A report released by the group Environment Iowa lists Cargill Meat Solutions’ pork processing plant in Ottumwa as the state’s number one disposer of toxic chemicals into waterways. In 2012, Cargill disposed of more than 2.8 million pounds of chemicals into the Lower Des Moines River.

Cargill’s Director of Communications, Mike Martin, says his company takes environmental stewardship very seriously. “We have a very large pork processing facility in Ottumwa and what we’re talking about here is organic, nitrogen based compounds that have no toxicity to aquatic life, but they do have to be recorded,” Martin said.

Environment Iowa’s senior attorney, John Rumpler, disagrees, saying discharge from companies like Cargill does hurt aquatic life by causing large blooms of algae.

“And that’s why we have a giant dead zone in the Gulf of Mexico, because of the all the nitrogen and nitrates and phosphorous following down the Mississippi River. Very little can survive,” Rumpler said.

Of all industrial plants nationwide, Environment Iowa states the Ottumwa facility is the ninth largest polluter of watersheds. The report was released by Environment Iowa in hopes of eliciting public support for a rule change to the Clean Water Act, that would expand the EPA’s jurisdiction beyond navigable waterways to seasonal streams and wetlands.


● What to produce
Return each line of the entries that holds the string "CYRRAEDD".

● Dataset rows about figures
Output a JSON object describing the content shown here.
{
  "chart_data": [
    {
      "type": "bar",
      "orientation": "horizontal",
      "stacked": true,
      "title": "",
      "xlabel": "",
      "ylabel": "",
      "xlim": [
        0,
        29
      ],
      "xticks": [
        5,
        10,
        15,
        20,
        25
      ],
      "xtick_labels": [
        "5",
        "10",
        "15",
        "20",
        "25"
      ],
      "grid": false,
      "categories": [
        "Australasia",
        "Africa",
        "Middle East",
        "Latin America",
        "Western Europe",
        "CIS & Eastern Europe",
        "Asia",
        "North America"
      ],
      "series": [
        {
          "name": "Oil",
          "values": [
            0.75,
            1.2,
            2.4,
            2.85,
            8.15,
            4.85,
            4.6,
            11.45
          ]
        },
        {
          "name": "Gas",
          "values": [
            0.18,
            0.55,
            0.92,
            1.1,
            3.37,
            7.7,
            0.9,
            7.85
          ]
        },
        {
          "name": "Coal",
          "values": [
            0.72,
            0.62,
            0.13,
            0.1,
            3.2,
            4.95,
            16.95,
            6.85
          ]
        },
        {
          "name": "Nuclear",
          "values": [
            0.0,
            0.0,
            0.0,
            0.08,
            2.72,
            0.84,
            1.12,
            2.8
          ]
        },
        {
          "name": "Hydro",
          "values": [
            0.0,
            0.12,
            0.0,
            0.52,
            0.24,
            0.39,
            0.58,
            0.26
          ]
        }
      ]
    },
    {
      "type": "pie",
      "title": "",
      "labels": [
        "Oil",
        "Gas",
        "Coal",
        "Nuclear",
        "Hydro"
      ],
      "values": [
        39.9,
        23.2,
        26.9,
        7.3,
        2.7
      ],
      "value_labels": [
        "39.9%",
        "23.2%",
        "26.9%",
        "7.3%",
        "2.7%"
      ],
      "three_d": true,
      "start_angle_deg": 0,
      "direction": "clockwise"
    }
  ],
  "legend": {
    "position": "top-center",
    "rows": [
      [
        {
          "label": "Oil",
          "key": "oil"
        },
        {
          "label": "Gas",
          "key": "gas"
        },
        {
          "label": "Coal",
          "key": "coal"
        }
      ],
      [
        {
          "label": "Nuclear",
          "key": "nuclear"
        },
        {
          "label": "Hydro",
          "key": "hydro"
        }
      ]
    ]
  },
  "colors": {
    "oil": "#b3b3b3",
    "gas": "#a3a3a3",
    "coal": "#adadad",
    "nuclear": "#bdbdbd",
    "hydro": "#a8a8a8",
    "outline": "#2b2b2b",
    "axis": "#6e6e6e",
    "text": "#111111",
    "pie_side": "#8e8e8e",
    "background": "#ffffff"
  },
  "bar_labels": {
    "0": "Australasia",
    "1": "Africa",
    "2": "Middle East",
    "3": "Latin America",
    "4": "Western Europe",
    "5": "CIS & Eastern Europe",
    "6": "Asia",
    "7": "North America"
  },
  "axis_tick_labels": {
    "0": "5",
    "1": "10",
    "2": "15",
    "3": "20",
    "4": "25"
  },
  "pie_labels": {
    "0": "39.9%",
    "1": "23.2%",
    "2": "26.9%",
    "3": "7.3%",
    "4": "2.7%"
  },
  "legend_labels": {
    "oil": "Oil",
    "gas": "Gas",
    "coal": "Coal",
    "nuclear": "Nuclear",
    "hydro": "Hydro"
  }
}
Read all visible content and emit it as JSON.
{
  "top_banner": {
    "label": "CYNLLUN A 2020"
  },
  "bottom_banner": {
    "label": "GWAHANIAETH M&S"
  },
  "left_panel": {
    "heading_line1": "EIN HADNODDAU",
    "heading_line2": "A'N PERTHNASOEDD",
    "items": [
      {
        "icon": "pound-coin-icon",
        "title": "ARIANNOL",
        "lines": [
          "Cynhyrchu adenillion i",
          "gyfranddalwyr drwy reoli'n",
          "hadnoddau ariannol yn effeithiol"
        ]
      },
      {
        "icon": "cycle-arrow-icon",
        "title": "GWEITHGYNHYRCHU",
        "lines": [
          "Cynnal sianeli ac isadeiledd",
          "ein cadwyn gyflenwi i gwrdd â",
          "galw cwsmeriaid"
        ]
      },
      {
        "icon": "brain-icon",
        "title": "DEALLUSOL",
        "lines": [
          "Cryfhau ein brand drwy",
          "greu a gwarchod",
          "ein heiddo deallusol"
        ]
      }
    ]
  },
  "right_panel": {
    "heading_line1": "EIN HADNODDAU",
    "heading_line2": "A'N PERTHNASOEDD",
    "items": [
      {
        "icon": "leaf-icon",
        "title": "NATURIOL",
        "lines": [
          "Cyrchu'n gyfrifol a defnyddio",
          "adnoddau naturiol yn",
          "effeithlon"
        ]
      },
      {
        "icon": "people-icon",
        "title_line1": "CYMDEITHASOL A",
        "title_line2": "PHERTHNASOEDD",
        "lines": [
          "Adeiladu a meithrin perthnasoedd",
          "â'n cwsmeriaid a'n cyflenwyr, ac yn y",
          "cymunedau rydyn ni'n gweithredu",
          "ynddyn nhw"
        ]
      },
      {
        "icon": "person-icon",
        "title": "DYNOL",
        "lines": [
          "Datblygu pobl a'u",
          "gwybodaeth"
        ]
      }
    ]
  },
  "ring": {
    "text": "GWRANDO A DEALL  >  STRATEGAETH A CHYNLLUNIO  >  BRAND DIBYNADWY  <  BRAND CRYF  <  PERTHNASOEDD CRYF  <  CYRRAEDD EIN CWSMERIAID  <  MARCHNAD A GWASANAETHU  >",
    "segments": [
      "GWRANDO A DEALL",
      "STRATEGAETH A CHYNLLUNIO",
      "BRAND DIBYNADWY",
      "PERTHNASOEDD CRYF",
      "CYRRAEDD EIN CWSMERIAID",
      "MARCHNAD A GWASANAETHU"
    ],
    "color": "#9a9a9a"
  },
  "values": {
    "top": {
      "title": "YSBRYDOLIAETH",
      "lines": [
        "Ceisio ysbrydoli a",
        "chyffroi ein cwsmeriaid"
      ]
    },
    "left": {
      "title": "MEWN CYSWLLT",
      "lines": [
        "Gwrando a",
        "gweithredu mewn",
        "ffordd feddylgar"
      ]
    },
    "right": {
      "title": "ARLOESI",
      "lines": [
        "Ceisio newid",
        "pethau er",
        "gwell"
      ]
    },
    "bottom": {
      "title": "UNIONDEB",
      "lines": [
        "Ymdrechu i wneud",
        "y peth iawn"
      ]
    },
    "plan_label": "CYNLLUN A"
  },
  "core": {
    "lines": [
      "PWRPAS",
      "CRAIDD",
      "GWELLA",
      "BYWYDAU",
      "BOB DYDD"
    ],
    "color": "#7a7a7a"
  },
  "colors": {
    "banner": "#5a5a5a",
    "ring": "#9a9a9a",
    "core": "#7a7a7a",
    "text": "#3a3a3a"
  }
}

● Solution for this exercise
    "text": "GWRANDO A DEALL  >  STRATEGAETH A CHYNLLUNIO  >  BRAND DIBYNADWY  <  BRAND CRYF  <  PERTHNASOEDD CRYF  <  CYRRAEDD EIN CWSMERIAID  <  MARCHNAD A GWASANAETHU  >",
      "CYRRAEDD EIN CWSMERIAID",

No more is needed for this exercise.